The evolution from traditional data warehouses to modern data lakehouses marks a significant shift in how businesses approach data management. Data warehouses once served as the centralized repository for structured data and facilitated rapid query performance with robust governance mechanisms. However, companies faced challenges such as high storage costs, rigid schema enforcement, and limited support for AI and machine learning workloads. By Fawaz Ghali, PhD.
The article covers:
- The emergence of Data Lakehouses
- Apache Iceberg: A leading table format for Data Lakehouses
- The evolution from Hive to Iceberg
- Benefits of Apache Iceberg in data management
- Challenges addressed by Apache Iceberg in Data Lakehouse models
Data lakes emerged as solutions to these problems by offering a scalable and cost-effective approach to storing unstructured, semi-structured, and even structured data in cheap storage like Amazon S3, Azure Data Lake Storage, Google Cloud Storage, and Hadoop Distributed File System. While this offered several benefits such as reduced storage costs and the use of novel data formats, it also presented challenges like inconsistent data sets, inefficient query performance due to full table scans, and lack of ACID transactions.
Enter Apache Iceberg, a modern table format that solves these issues by providing ACID transactions for reliable data updates and consistency, schema evolution without breaking existing queries, and efficient management of metadata to reduce unnecessary file scans and enhance query execution speed. This transformation allows companies transitioning into a data lakehouse approach to manage their information cost-effectively and at scale while maintaining high performance.
As part of this transition, the final two blog posts in this series will delve deeper into Apache Iceberg’s architecture and explore query mechanisms within Iceberg tables, emphasizing its role in modern data architectures.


Problem statement: What is the number of lines in the data below that contain "sentence"? Answer with that number and no other words.

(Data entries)
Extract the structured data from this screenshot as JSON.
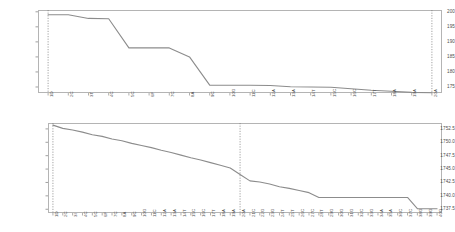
{
  "chart_data": [
    {
      "id": "top",
      "type": "line",
      "title": "",
      "xlabel": "",
      "ylabel": "",
      "ylim": [
        173.0,
        200.6
      ],
      "yticks": [
        200,
        195,
        190,
        185,
        180,
        175
      ],
      "ytick_labels": [
        "200",
        "195",
        "190",
        "185",
        "180",
        "175"
      ],
      "grid": false,
      "legend": "none",
      "line_color": "#8c8c8c",
      "categories": [
        "1D",
        "2C",
        "3T",
        "4C",
        "5C",
        "6F",
        "7C",
        "8A",
        "9C",
        "10G",
        "11C",
        "12A",
        "13A",
        "14T",
        "15C",
        "16C",
        "17T",
        "18A",
        "19A",
        "20A"
      ],
      "values": [
        199.0,
        199.0,
        197.8,
        197.7,
        188.0,
        188.0,
        188.0,
        185.0,
        175.6,
        175.6,
        175.6,
        175.5,
        175.1,
        175.0,
        174.9,
        174.4,
        173.9,
        173.6,
        173.2,
        173.1
      ],
      "markers": [
        {
          "at_category": "1D",
          "style": "dotted",
          "color": "#7a7a7a"
        },
        {
          "at_category": "20A",
          "style": "dotted",
          "color": "#7a7a7a"
        }
      ]
    },
    {
      "id": "bottom",
      "type": "line",
      "title": "",
      "xlabel": "",
      "ylabel": "",
      "ylim": [
        1736.8,
        1753.6
      ],
      "yticks": [
        1752.5,
        1750.0,
        1747.5,
        1745.0,
        1742.5,
        1740.0,
        1737.5
      ],
      "ytick_labels": [
        "1752.5",
        "1750.0",
        "1747.5",
        "1745.0",
        "1742.5",
        "1740.0",
        "1737.5"
      ],
      "grid": false,
      "legend": "none",
      "line_color": "#8c8c8c",
      "categories": [
        "1D",
        "2C",
        "3I",
        "4C",
        "5C",
        "6F",
        "7C",
        "8A",
        "9C",
        "10G",
        "11C",
        "12A",
        "13A",
        "14T",
        "15C",
        "16C",
        "17T",
        "18A",
        "19A",
        "20A",
        "21C",
        "22G",
        "23G",
        "24T",
        "25T",
        "26C",
        "27C",
        "28T",
        "29G",
        "30G",
        "31G",
        "32C",
        "33G",
        "34A",
        "35A",
        "36C",
        "37C",
        "38G",
        "39G",
        "40G"
      ],
      "values": [
        1753.2,
        1752.6,
        1752.3,
        1751.9,
        1751.4,
        1751.1,
        1750.6,
        1750.3,
        1749.8,
        1749.4,
        1749.0,
        1748.5,
        1748.1,
        1747.6,
        1747.1,
        1746.7,
        1746.2,
        1745.7,
        1745.2,
        1744.0,
        1742.8,
        1742.6,
        1742.2,
        1741.7,
        1741.4,
        1741.0,
        1740.6,
        1739.7,
        1739.7,
        1739.7,
        1739.7,
        1739.7,
        1739.7,
        1739.7,
        1739.7,
        1739.7,
        1739.7,
        1737.6,
        1737.6,
        1737.6
      ],
      "markers": [
        {
          "at_category": "1D",
          "style": "dotted",
          "color": "#7a7a7a"
        },
        {
          "at_category": "20A",
          "style": "dotted",
          "color": "#7a7a7a"
        }
      ]
    }
  ]
}
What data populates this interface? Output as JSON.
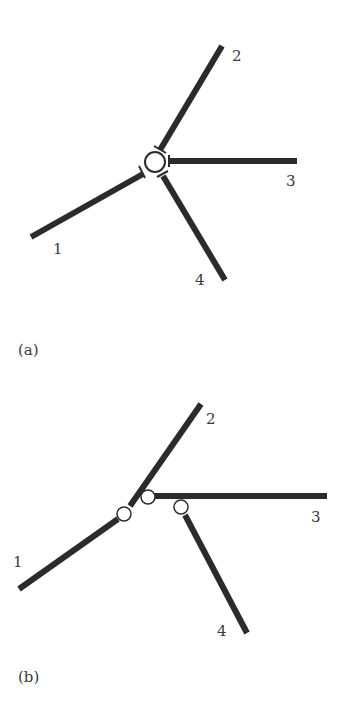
{
  "figures": [
    {
      "caption": "(a)",
      "description": "Four branches meeting at a single central junction node",
      "branches": [
        {
          "label": "1"
        },
        {
          "label": "2"
        },
        {
          "label": "3"
        },
        {
          "label": "4"
        }
      ],
      "nodes": 1
    },
    {
      "caption": "(b)",
      "description": "Four branches connected through three separate junction nodes",
      "branches": [
        {
          "label": "1"
        },
        {
          "label": "2"
        },
        {
          "label": "3"
        },
        {
          "label": "4"
        }
      ],
      "nodes": 3
    }
  ],
  "colors": {
    "branch": "#2b2b2b",
    "node_fill": "#ffffff",
    "node_stroke": "#2b2b2b",
    "text": "#3a3a3a"
  }
}
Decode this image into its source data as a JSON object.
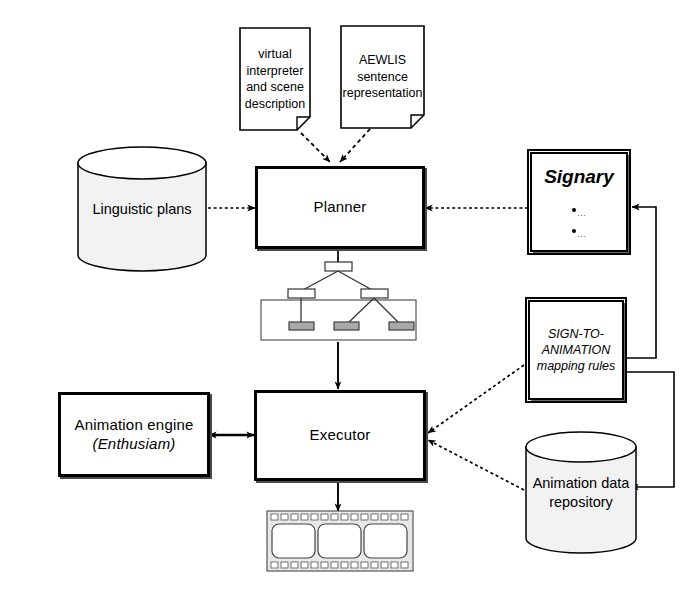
{
  "diagram": {
    "colors": {
      "stroke": "#000000",
      "fill": "#ffffff",
      "shadow": "#6a6a6a",
      "cylinder_fill": "#f2f2f2",
      "leaf_fill": "#a8a8a8",
      "film_fill": "#e8e8e8"
    },
    "nodes": {
      "doc_virtual": {
        "name": "virtual-interpreter-document",
        "lines": [
          "virtual",
          "interpreter",
          "and",
          "scene",
          "description"
        ],
        "text": "virtual interpreter and scene description",
        "shape": "document"
      },
      "doc_aewlis": {
        "name": "aewlis-document",
        "lines": [
          "AEWLIS",
          "sentence",
          "representation"
        ],
        "text": "AEWLIS sentence representation",
        "shape": "document"
      },
      "linguistic_plans": {
        "name": "linguistic-plans-store",
        "lines": [
          "Linguistic",
          "plans"
        ],
        "text": "Linguistic plans",
        "shape": "cylinder"
      },
      "planner": {
        "name": "planner-process",
        "text": "Planner",
        "shape": "process"
      },
      "signary": {
        "name": "signary-store",
        "title": "Signary",
        "bullets": [
          "…",
          "…"
        ],
        "shape": "store"
      },
      "mapping_rules": {
        "name": "sign-to-animation-mapping-rules-store",
        "lines": [
          "SIGN-TO-",
          "ANIMATION",
          "mapping",
          "rules"
        ],
        "text": "SIGN-TO-ANIMATION mapping rules",
        "shape": "store"
      },
      "plan_tree": {
        "name": "plan-tree-artifact",
        "shape": "tree",
        "root_count": 1,
        "mid_count": 2,
        "leaf_count": 3
      },
      "executor": {
        "name": "executor-process",
        "text": "Executor",
        "shape": "process"
      },
      "animation_engine": {
        "name": "animation-engine-process",
        "line1": "Animation engine",
        "line2": "(Enthusiam)",
        "engine_name": "Enthusiam",
        "text": "Animation engine (Enthusiam)",
        "shape": "process"
      },
      "animation_repository": {
        "name": "animation-data-repository-store",
        "lines": [
          "Animation",
          "data",
          "repository"
        ],
        "text": "Animation data repository",
        "shape": "cylinder"
      },
      "film_strip": {
        "name": "film-strip-artifact",
        "shape": "film",
        "frames": 3
      }
    },
    "edges": [
      {
        "name": "edge-virtual-doc-to-planner",
        "from": "doc_virtual",
        "to": "planner",
        "style": "dashed",
        "arrow": "single"
      },
      {
        "name": "edge-aewlis-doc-to-planner",
        "from": "doc_aewlis",
        "to": "planner",
        "style": "dashed",
        "arrow": "single"
      },
      {
        "name": "edge-linguistic-plans-to-planner",
        "from": "linguistic_plans",
        "to": "planner",
        "style": "dashed",
        "arrow": "single"
      },
      {
        "name": "edge-signary-to-planner",
        "from": "signary",
        "to": "planner",
        "style": "dashed",
        "arrow": "single"
      },
      {
        "name": "edge-planner-to-plan-tree",
        "from": "planner",
        "to": "plan_tree",
        "style": "solid",
        "arrow": "none"
      },
      {
        "name": "edge-plan-tree-to-executor",
        "from": "plan_tree",
        "to": "executor",
        "style": "solid",
        "arrow": "single"
      },
      {
        "name": "edge-executor-to-animation-engine",
        "from": "executor",
        "to": "animation_engine",
        "style": "solid",
        "arrow": "double"
      },
      {
        "name": "edge-mapping-rules-to-executor",
        "from": "mapping_rules",
        "to": "executor",
        "style": "dashed",
        "arrow": "single"
      },
      {
        "name": "edge-repository-to-executor",
        "from": "animation_repository",
        "to": "executor",
        "style": "dashed",
        "arrow": "single"
      },
      {
        "name": "edge-mapping-rules-to-signary",
        "from": "mapping_rules",
        "to": "signary",
        "style": "solid",
        "arrow": "single"
      },
      {
        "name": "edge-mapping-rules-to-repository",
        "from": "mapping_rules",
        "to": "animation_repository",
        "style": "solid",
        "arrow": "single"
      },
      {
        "name": "edge-executor-to-film-strip",
        "from": "executor",
        "to": "film_strip",
        "style": "solid",
        "arrow": "single"
      }
    ]
  }
}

Written solution: 2